Without conditioning on Forward Factor:
transaction costs
slippage
structural decay
overwhelmed returns.
But once trades were filtered using Forward Factor thresholds, performance flipped positive.
The research found that long calendar spreads became profitable when FF exceeded certain levels.
Approximate thresholds:
| Structure | DTE Pair | FF Threshold |
|---|---|---|
| ATM Calendar | 30/60 | 0.14 |
| ATM Calendar | 30/90 | 0.03 |
| ATM Calendar | 60/90 | 0.41 |
| Double Calendar | 30/60 | 0.11 |
| Double Calendar | 30/90 | 0.01 |
| Double Calendar | 60/90 | 0.14 |
In practice, the presenter recommends:
Trade setups where FF ≥ 0.20
Higher is generally better.
After filtering trades using Forward Factor thresholds, results improved dramatically.
The strongest performance came from:
Especially under fractional Kelly sizing.
| Structure | CAGR | Sharpe |
|---|---|---|
| ATM Calendar 60/90 | 26.7% | 2.40 |
| Double Calendar 60/90 | 26.5% | 2.42 |
These were the headline results highlighted throughout the presentation.
Full Kelly sizing produced excellent returns but larger drawdowns.
Reducing sizing to:
half Kelly
quarter Kelly
barely reduced CAGR while substantially improving Sharpe ratios.
Smaller sizing allowed:
smoother equity curves
better diversification
more concurrent positions
lower drawdown convexity
The recommendation:
Use quarter Kelly or less.
Practical position sizing guidance:
2–8% of portfolio equity per trade
~4% default sizing
The theory is straightforward:
Most options flow is concentrated in short-dated expirations.
Retail traders and hedgers crowd into:
weekly options
event trades
short-term protection
This pushes front-month implied volatility too high relative to later expirations.
Meanwhile, few participants explicitly trade forward volatility itself.
That leaves persistent mispricings in the volatility curve — especially in mid-liquidity single-name stocks that large institutions often ignore.

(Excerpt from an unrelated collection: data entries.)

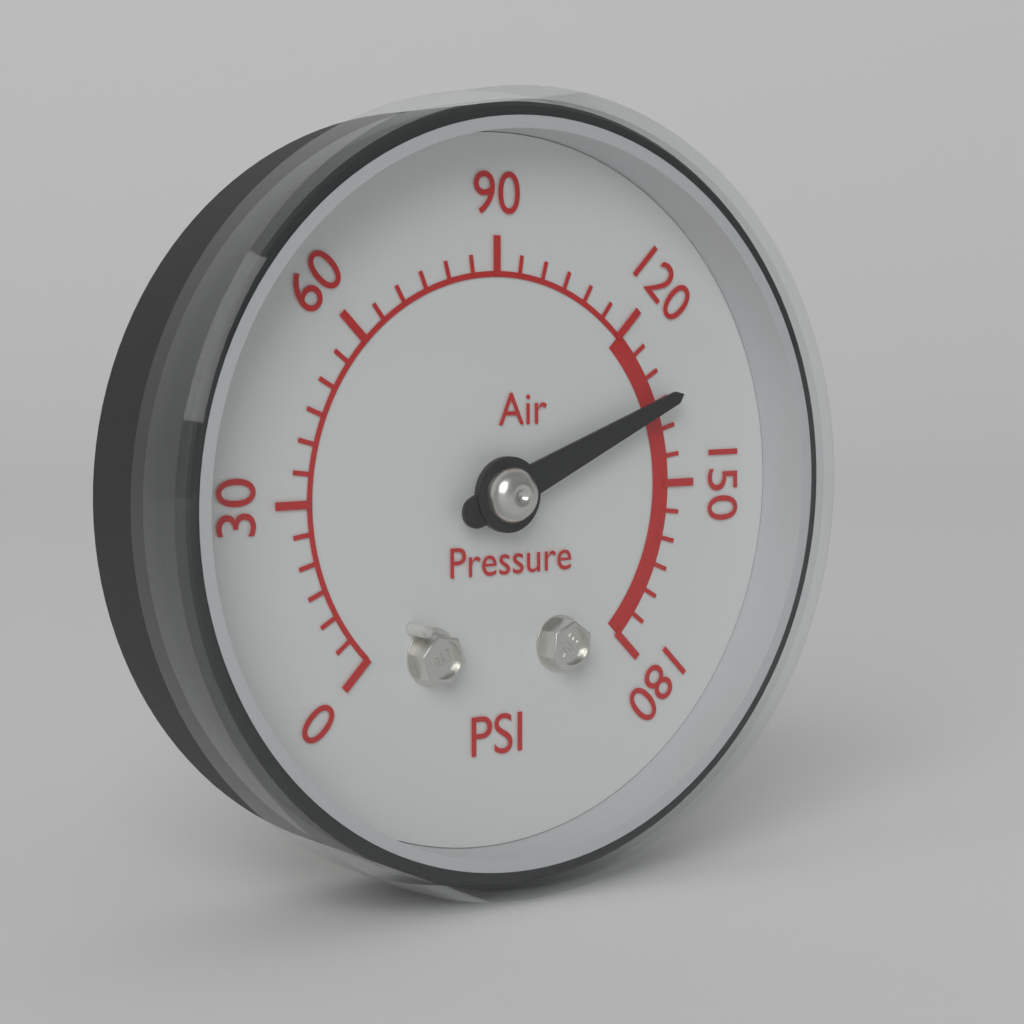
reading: 135 psi
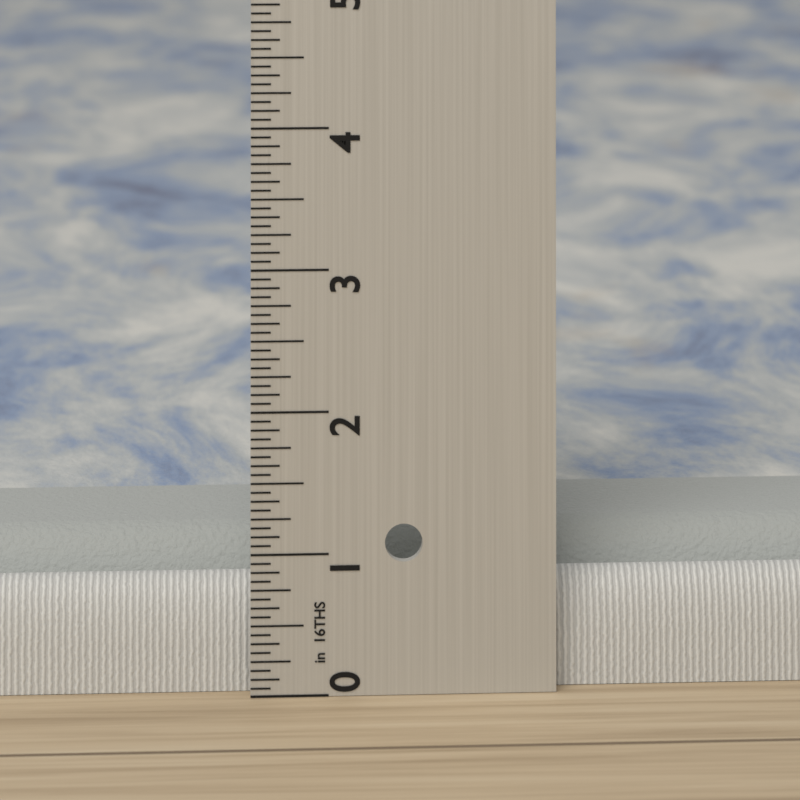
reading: 1.0000 in
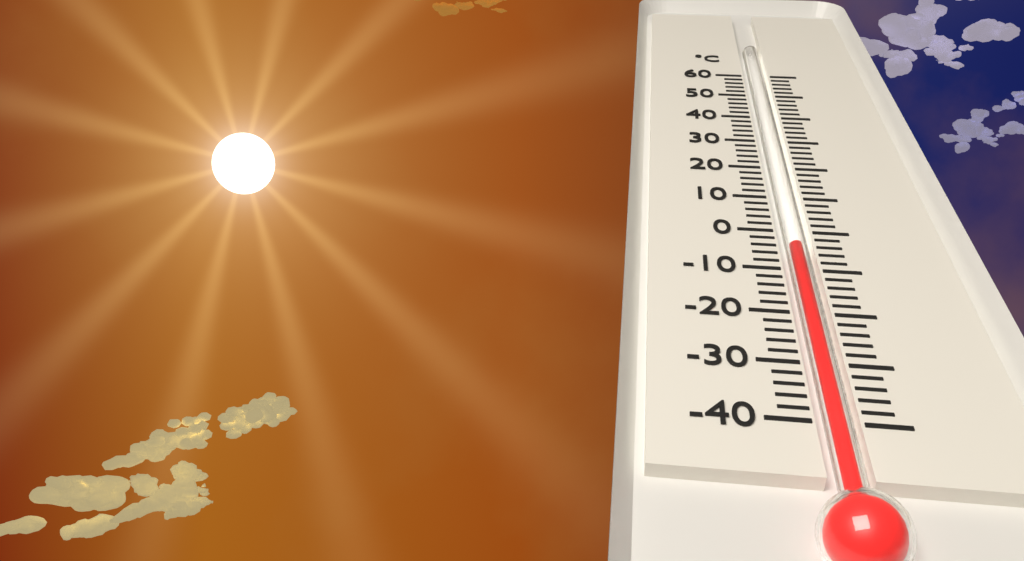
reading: -4 °C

Calendar spreads naturally act as “curve balancers.”
Look for stocks where:
near-term IV is very high
back-month IV is significantly lower
Use two expirations and calculate:
forward volatility
Forward Factor
Only take setups where:
FF ≥ 0.20
Higher values are preferred.
Typically:
sell front expiration
buy back expiration
same strike
Use:
quarter Kelly or less
~4% portfolio allocation per trade
Close the entire spread just before the short option expires.
Avoid pin risk and expiration complications.
The presenter walked through a live example using AES stock.
Setup:
Sell Oct 17 ATM call
Buy Oct 24 ATM call
Implied volatilities:
Front IV: 61.97%
Back IV: 52.11%
Calculated results:
Forward Volatility: 33.37%
Forward Factor: ~86%
That was well above the recommended threshold.
The spread cost only:
$0.10 debit
The idea was simple:
Buy extremely cheap forward volatility created by a distorted term structure.
The key takeaway from the entire framework is this:
The edge is not the calendar spread itself.
Blind calendar spreads lose money.
The edge comes from selectively trading volatility term-structure dislocations identified through Forward Factor.
The strategy appears robust across:
multiple DTE combinations
different structures
varying market regimes
And the simplicity is what makes it compelling:
One indicator
Mechanical rules
Simple options structures
Repeatable framework
At its core, the strategy is simply a systematic way of acting as a “volatility curve arbitrageur” whenever the market overprices near-term fear relative to future implied risk.